The use of pedicle screws in spinal surgery has seen a major advance in recent decades, allowing for greater biomechanical stability and higher fusion rates. In order to avoid any malposition that could cause neurological, vascular and visceral injuries and compromise this mechanical stability, imaging-guided surgical techniques have been developed. These are aimed at improving the positioning accuracy of pedicle screws to reduce these risks and improve mechanical stability and intervertebral fusion. Fluoroscopic examinations had long been the mainstay of intraoperative control imaging until the development of computer-assisted techniques. However, despite intraoperative examination, pedicle screw misalignment remains very common and even experienced surgeons can deviate screws in 5 to 20% of cases when using a standard fluoroscopic examination image. Thus, navigation techniques coupled with an intraoperative scanner, involving the acquisition of 2D images of the surgical field, have been developed. These techniques allow the neurosurgeon to navigate the spine and thus allow an improvement in the positioning accuracy of the pedicle screws. The correlate is an improvement of the safety of the procedure (reduction of complications) but also an optimisation of the biomechanical efficiency of the osteosynthesis.
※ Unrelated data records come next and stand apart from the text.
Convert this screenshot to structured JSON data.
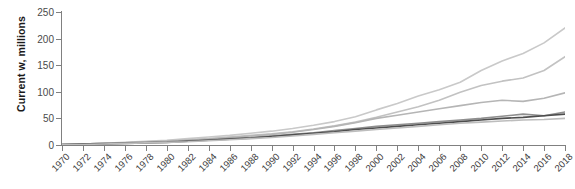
{
  "chart_data": {
    "type": "line",
    "title": "",
    "subtitle": "",
    "xlabel": "",
    "ylabel": "Current w, millions",
    "xlim": [
      1970,
      2018
    ],
    "ylim": [
      0,
      250
    ],
    "grid": false,
    "legend": "none",
    "y_ticks": [
      250,
      200,
      150,
      100,
      50,
      0
    ],
    "x_ticks": [
      1970,
      1972,
      1974,
      1976,
      1978,
      1980,
      1982,
      1984,
      1986,
      1988,
      1990,
      1992,
      1994,
      1996,
      1998,
      2000,
      2002,
      2004,
      2006,
      2008,
      2010,
      2012,
      2014,
      2016,
      2018
    ],
    "x": [
      1970,
      1972,
      1974,
      1976,
      1978,
      1980,
      1982,
      1984,
      1986,
      1988,
      1990,
      1992,
      1994,
      1996,
      1998,
      2000,
      2002,
      2004,
      2006,
      2008,
      2010,
      2012,
      2014,
      2016,
      2018
    ],
    "series": [
      {
        "name": "series-1",
        "color": "#c9c9c9",
        "values": [
          1,
          2,
          3,
          5,
          7,
          9,
          12,
          15,
          18,
          22,
          26,
          31,
          37,
          44,
          53,
          66,
          78,
          92,
          104,
          118,
          140,
          158,
          172,
          192,
          220
        ]
      },
      {
        "name": "series-2",
        "color": "#c2c2c2",
        "values": [
          1,
          2,
          3,
          4,
          6,
          8,
          10,
          12,
          15,
          18,
          21,
          25,
          30,
          36,
          43,
          52,
          62,
          72,
          84,
          99,
          112,
          120,
          126,
          140,
          166
        ]
      },
      {
        "name": "series-3",
        "color": "#b5b5b5",
        "values": [
          1,
          2,
          3,
          4,
          5,
          7,
          9,
          11,
          14,
          17,
          20,
          24,
          29,
          35,
          42,
          50,
          56,
          62,
          68,
          74,
          80,
          84,
          82,
          88,
          98
        ]
      },
      {
        "name": "series-4",
        "color": "#8f8f8f",
        "values": [
          1,
          2,
          3,
          4,
          5,
          6,
          8,
          10,
          12,
          14,
          17,
          20,
          23,
          27,
          31,
          35,
          38,
          41,
          44,
          47,
          50,
          54,
          58,
          55,
          62
        ]
      },
      {
        "name": "series-5",
        "color": "#4d4d4d",
        "values": [
          1,
          2,
          2,
          3,
          4,
          5,
          7,
          9,
          11,
          13,
          16,
          19,
          22,
          25,
          29,
          32,
          35,
          38,
          41,
          44,
          47,
          50,
          52,
          55,
          58
        ]
      },
      {
        "name": "series-6",
        "color": "#bdbdbd",
        "values": [
          1,
          1,
          2,
          3,
          4,
          5,
          6,
          8,
          10,
          12,
          14,
          17,
          20,
          23,
          26,
          29,
          32,
          35,
          38,
          41,
          43,
          45,
          47,
          48,
          50
        ]
      }
    ]
  }
}
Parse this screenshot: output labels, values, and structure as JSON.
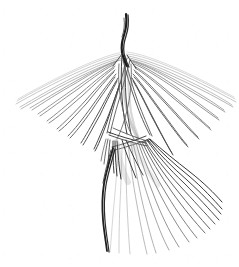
{
  "artwork": {
    "title": "Fanned Line-Stroke Figure Sketch",
    "medium": "pencil line drawing",
    "caption": "Abstract line-art sketch of a winged figure built from fanning bundles of thin strokes",
    "background_color": "#ffffff",
    "ink_color_dark": "#1a1a1a",
    "ink_color_mid": "#555555",
    "ink_color_light": "#aaaaaa",
    "ink_color_faint": "#cccccc",
    "canvas": {
      "width": 239,
      "height": 267
    },
    "parts": [
      {
        "name": "top-stem",
        "label": "Top Stem"
      },
      {
        "name": "left-wing-fan",
        "label": "Left Wing Fan"
      },
      {
        "name": "right-wing-fan",
        "label": "Right Wing Fan"
      },
      {
        "name": "center-knot",
        "label": "Center Convergence Knot"
      },
      {
        "name": "lower-skirt-fan",
        "label": "Lower Skirt Fan"
      },
      {
        "name": "left-leg",
        "label": "Left Leg Stroke"
      }
    ]
  }
}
With respect to the radiation emitted during navigated spinal surgery coupled with an intraoperative scan, some comparative studies have shown that the radiation rates received by the neurosurgical team and the patient were lower than the radiation rates received in conventional surgery. To date, few studies combining the analysis of the pedicular screw accuracy rate and the radiation rate transmitted to the neurosurgical team and patients have been published.

Therefore the team propose to evaluate the impact of the use of intraoperative scanning (BODYTom, Samsung) coupled with Stryker navigation, compared to the conventional fluoroscopy technique, on the accuracy of pedicle screws, in instrumented spinal surgery, by a randomised prospective study, in terms of pedicular screw accuracy. The investigator team will also evaluate the radiation exposure of the neurosurgical team and the patient in these two techniques.
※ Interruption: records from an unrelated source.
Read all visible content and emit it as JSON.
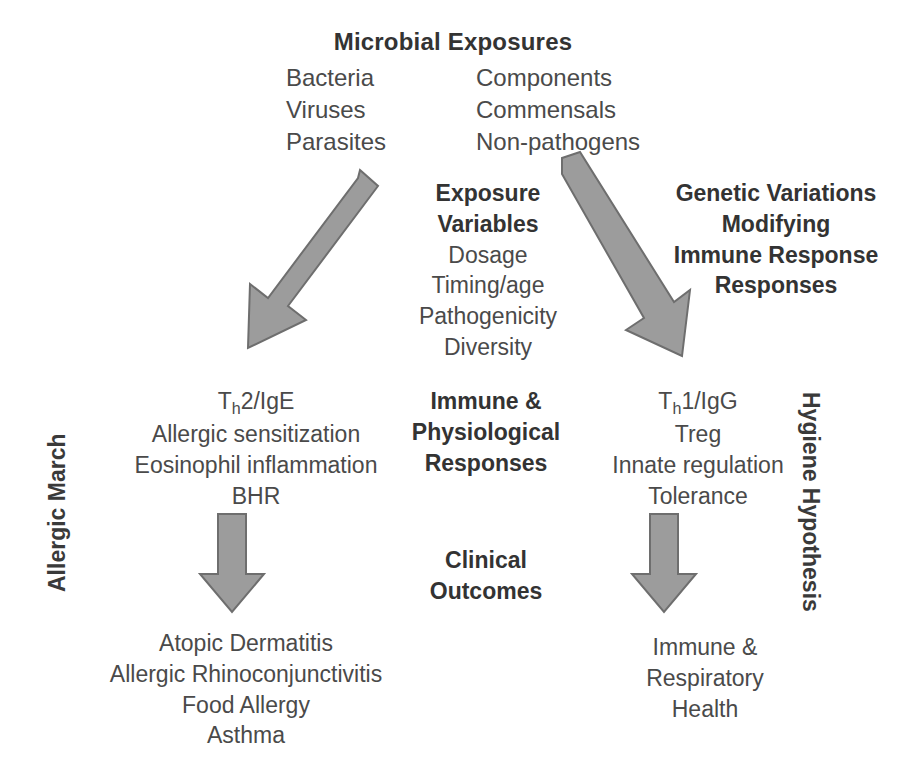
{
  "diagram": {
    "title": "Microbial Exposures",
    "colors": {
      "arrow_fill": "#9c9c9c",
      "arrow_stroke": "#6e6e6e",
      "text": "#4a4a4a",
      "heading_text": "#333333",
      "background": "#ffffff"
    },
    "top": {
      "heading": "Microbial Exposures",
      "column_left": [
        "Bacteria",
        "Viruses",
        "Parasites"
      ],
      "column_right": [
        "Components",
        "Commensals",
        "Non-pathogens"
      ]
    },
    "middle_left": {
      "heading_line1": "Exposure",
      "heading_line2": "Variables",
      "items": [
        "Dosage",
        "Timing/age",
        "Pathogenicity",
        "Diversity"
      ]
    },
    "middle_right": {
      "lines": [
        "Genetic Variations",
        "Modifying",
        "Immune Response",
        "Responses"
      ]
    },
    "response_left": {
      "label_prefix": "T",
      "label_sub": "h",
      "label_suffix": "2/IgE",
      "items": [
        "Allergic sensitization",
        "Eosinophil inflammation",
        "BHR"
      ]
    },
    "response_center": {
      "lines": [
        "Immune &",
        "Physiological",
        "Responses"
      ]
    },
    "response_right": {
      "label_prefix": "T",
      "label_sub": "h",
      "label_suffix": "1/IgG",
      "items": [
        "Treg",
        "Innate regulation",
        "Tolerance"
      ]
    },
    "outcomes_center": {
      "lines": [
        "Clinical",
        "Outcomes"
      ]
    },
    "outcomes_left": {
      "items": [
        "Atopic Dermatitis",
        "Allergic Rhinoconjunctivitis",
        "Food Allergy",
        "Asthma"
      ]
    },
    "outcomes_right": {
      "items": [
        "Immune &",
        "Respiratory",
        "Health"
      ]
    },
    "side_labels": {
      "left": "Allergic March",
      "right": "Hygiene Hypothesis"
    },
    "arrows": [
      {
        "name": "arrow-diagonal-down-left",
        "direction": "down-left"
      },
      {
        "name": "arrow-diagonal-down-right",
        "direction": "down-right"
      },
      {
        "name": "arrow-down-left-column",
        "direction": "down"
      },
      {
        "name": "arrow-down-right-column",
        "direction": "down"
      }
    ]
  }
}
Recruitment information / eligibility

Status Recruiting
Enrollment 110
Est. completion date April 30, 2020
Est. primary completion date April 30, 2020
Accepts healthy volunteers No
Gender All
Age group 18 Years and older
Eligibility Inclusion Criteria:

- Male or female subject over the age of 18

- Subject with lumbar degenerative pathology, requiring surgery with pedicle screw placement between L1 and S1, confirmed on MRI or preoperative scan

- Well conducted medical treatment, at least 3 months, which did not allow pain sedation

- Unprotected adult within the meaning of the law

- Subject belonging to a health insurance scheme

- Subject having signed their written informed consent.

Exclusion Criteria:

- Subject who is a minor, pregnant, parturient or breastfeeding woman

- Adult subject under legal protection, guardianship or deprivation of liberty by judicial or administrative decision

- Subject hospitalised without consent

- Medical contraindications to surgery and anaesthesia

- Contraindication of a medical nature to an MRI (pace-maker) or a scan being carried out

- Subject already treated by surgery for the same vertebral levels or adjacent levels

- Subject with scoliosis with a Cobb angle of more than 10°.

Study Design


Related Conditions & MeSH terms


Intervention

Procedure:
Spine surgery
surgery with pedicle screw placement between L1 and S1

Locations

Country Name City State
France Clairval Private Hospital Marseille Paca

Sponsors (1)

Lead Sponsor Collaborator
Ramsay Générale de Santé

Country where clinical trial is conducted

France, 

Outcome

Type Measure Description Time frame Safety issue
Primary pedicle screw positioning The accuracy of pedicle screw positioning will be evaluated on the early postoperative examination scan (within 48 hours after the intervention) and graded according to the following classification:
correctly positioned: pedicle screws perfectly positioned in the pedicle or with a deflection of less than 4mm.
poorly positioned: pedicle screws with a deflection greater than 4 mm.